In a later Supreme Court decision in Planned Parenthood v. CaseyRoe v. Wade was upheld in a bitter 5-4 decision (as opposed to 7-2 in Roe), but new legislative standards were introduced to safeguard potential life. This decision also overruled Roe’s rigid trimester system, giving individual states the power to restrain a woman’s right to abortion even in the first trimester, subject to a number of restrictions.

Both pro-life and pro-choice activists were disappointed by the Casey ruling because it was seen as an unholy compromise by both sides. On the one hand, Casey reaffirmed Roe, but, on the other, it wiped away the blanket first trimester abortion protection. The court also observed that because of scientific and medical advancements, the point of viability could no longer be biologically fixed at the first trimester.

Overturning Roe

The conservative supermajority on the US Supreme Court is set to hear Dobbs v. Jackson Women’s Health Organization, which directly challenges Roe v. Wade, later this year.

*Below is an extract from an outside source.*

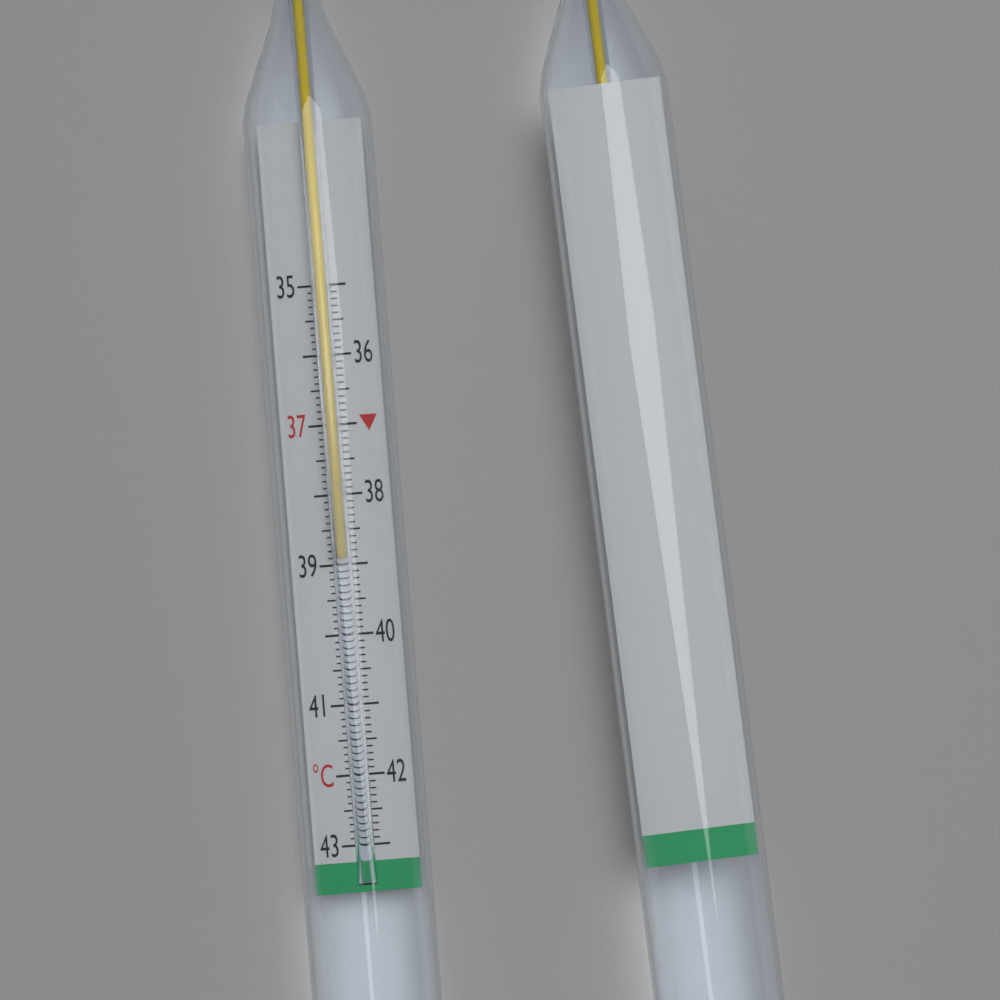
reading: 38.9 °C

Given the lack of ethical, moral, spiritual and scientific consensus on what constitutes conscious existence, it is plausible that the court may either overturn its landmark ruling or water it down by expanding the constitutional protections of the unborn and reassessing the constitutional meaning of potential life and viability. 

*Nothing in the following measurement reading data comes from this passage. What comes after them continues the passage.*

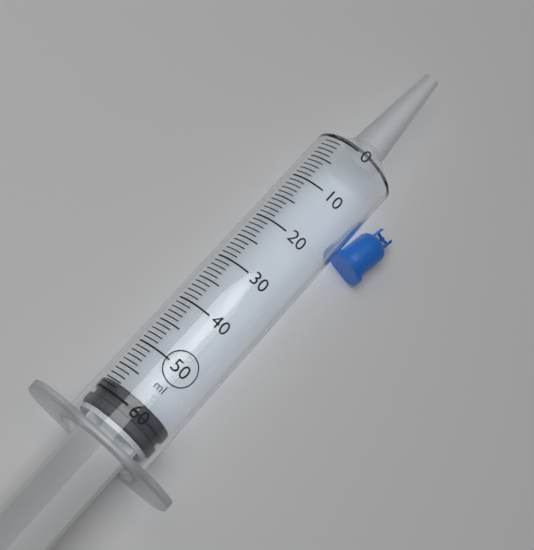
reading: 58 ml
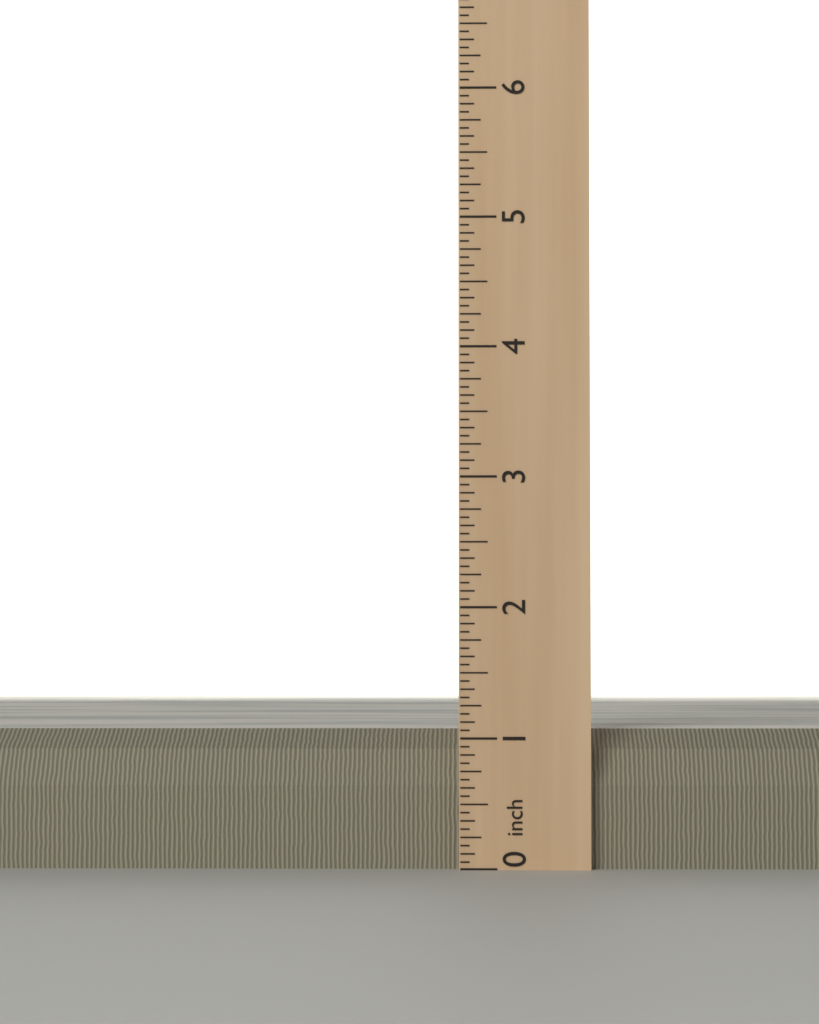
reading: 1.0625 inch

Abortion rights activists are right to worry — the Supreme Court has overturned its own judgments in the past. Moreover, in her confirmation hearing, Judge Amy Coney Barrett underscored that she did not view Roe v. Wade as a super-precedent, meaning that if she and her conservative-leaning colleagues on the court deemed it appropriate, they could collectively overturn Roe v. Wade in the Dobbs case.

According to the Center for Reproductive Rights, all jurisdictions in North America and Western Europe have at present decriminalized abortion in some form. In an unexpected twist, Mexico’s supreme court struck down a restrictive abortion law in the northern state of Coahuila just a few days after the neighboring US state of Texas passed its near-total abortion ban. The Department of Justice has sued the state of Texas over the new legislation, but the measure is forcing migrants in Texas to consider returning to Mexico to access safe abortion.

As the US Supreme Court reconvenes to hear the ongoing Dobbs case, it will be interesting to observe how this new bench defines personhood. Remember, the judges in Roe v. Wade defined a person strictly in the postnatal sense. If personhood is indeed extended to include the unborn, then women in America could face anything from a near-total to complete abortion ban similar to the kind currently in force in Texas.

The views expressed in this article are the author’s own and do not necessarily reflect Fair Observer’s editorial policy.